Parting Ways with Perfectionism
Raise your hand if you’ve ever struggled with perfectionism. Though I can’t see you right now as you read this, I have a hunch most of you have your hands up, either literally or figuratively in your heart where no one else can see you and wonder if there are bigger problems than perfectionism at stake. Oh, I’ve got your number, I’m a recovering perfectionist.
Perfection is so elusive, yet so tempting, especially for all you creative, high-achievers out there. It’s a vain and futile attempt to attain the unattainable.
And guess what?
It’s impossible. Perfectionism is an overt, egoic striving to fill a covert, bleeding insecurity. If we’re really honest, perfection is just a scared man’s game.
I write these words with emboldened authority only because I’ve had a lifelong, enmeshed relationship with perfectionism. I don’t know the magic potion I sipped on so early in life to fuel the flame, but boy was it potent. I’ve been incredibly judgy and hard on myself from day one.
As a complex and sensitive kid (read: dramatic), being understood and well-received always took precedence. Acceptance, personal significance, and value were—and still are—my drug.
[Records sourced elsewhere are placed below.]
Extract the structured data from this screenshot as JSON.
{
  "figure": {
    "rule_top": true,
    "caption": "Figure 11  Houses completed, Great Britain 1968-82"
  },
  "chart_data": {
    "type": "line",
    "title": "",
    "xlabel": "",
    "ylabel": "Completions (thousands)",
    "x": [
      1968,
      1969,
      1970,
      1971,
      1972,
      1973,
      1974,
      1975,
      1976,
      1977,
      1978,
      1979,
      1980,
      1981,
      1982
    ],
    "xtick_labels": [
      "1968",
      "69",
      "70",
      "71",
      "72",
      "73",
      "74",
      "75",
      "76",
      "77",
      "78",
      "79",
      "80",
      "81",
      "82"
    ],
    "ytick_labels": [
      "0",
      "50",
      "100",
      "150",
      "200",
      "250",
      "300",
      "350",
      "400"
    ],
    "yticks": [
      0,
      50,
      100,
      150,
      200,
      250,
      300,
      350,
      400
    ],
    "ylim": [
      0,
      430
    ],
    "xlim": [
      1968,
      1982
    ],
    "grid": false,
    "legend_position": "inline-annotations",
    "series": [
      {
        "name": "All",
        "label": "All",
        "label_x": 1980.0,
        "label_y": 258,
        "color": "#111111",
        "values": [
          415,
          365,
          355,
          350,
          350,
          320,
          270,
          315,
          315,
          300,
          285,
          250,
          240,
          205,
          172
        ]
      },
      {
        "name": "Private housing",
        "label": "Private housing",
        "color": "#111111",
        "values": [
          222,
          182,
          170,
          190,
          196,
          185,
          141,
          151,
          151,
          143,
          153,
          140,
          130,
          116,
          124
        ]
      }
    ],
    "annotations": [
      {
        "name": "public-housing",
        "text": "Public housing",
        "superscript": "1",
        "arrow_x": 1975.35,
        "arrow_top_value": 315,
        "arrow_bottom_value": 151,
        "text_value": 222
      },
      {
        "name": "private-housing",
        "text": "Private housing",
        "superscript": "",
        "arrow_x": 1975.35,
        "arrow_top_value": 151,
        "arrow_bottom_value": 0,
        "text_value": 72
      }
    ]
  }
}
I know, classic Enneagram four move.
The temptation is always: “I’m doing pretty good, but something’s missing.” This kind of thinking has kept me double bound in the fetal position of literal and figurative dark corners in life many times.
Anne Lamott is spot on:
“Perfectionism is the voice of the oppressor, the enemy of the people. It will keep you cramped and insane your whole life.”
For creatives especially, this phenomenon is mass genocide. I believe this is because ideas and concepts are birthed in our thinking mind, which can be an absolutely lovely place to be. We have a brilliant idea for a lyric, a new workflow, a painting, a proposal, and we run with it, executing it immediately and seamlessly, right? Bam…so easy.
Wrong. My experience as a writer and working with other creatives is this: that brilliant little idea gets locked up in the thinking mind, stewing and marinating in all kinds of saucy possibility and grandeur, so much so that it never even sees the light of day.
Our minds are meant to be the sacred birthplace of ideas. Our minds were not meant to indefinitely house them, ultimately squeezing the life and breath out with quenching fumes of perfectionism. Social media doesn’t make this pursuit any easier as we get caught up in comparison games with people we don’t even know posting highlight reels from their otherwise normal life.
This can lead to such worthlessness and defeat, we either want to numb out somehow (drugs, booze, sex, shopping, busyness, work, what have you) or we abandon our creative calling all together. This is around the time therapy sounds like a promising option.
David Foster Wallace said it this way, “Perfectionism is very dangerous. Because of course if your fidelity to perfectionism is too high, you never do anything.”
I suspect you want to do great things: to be seen, known, and truly loved. I do too. The only problem is, this requires tons of courage…and vulnerability. Perfectionism doesn’t leave much room for them.
What if we could aim for better instead of perfect? To slowly build on the baby steps of gradual improvement—choosing the next best thing? This type of growth mindset leaves room for the successes, the failures, and the stalls. Best of all, you hold the keys to your life, not some elusive, phony version of you.
This week, what would it look like to choose better over perfect?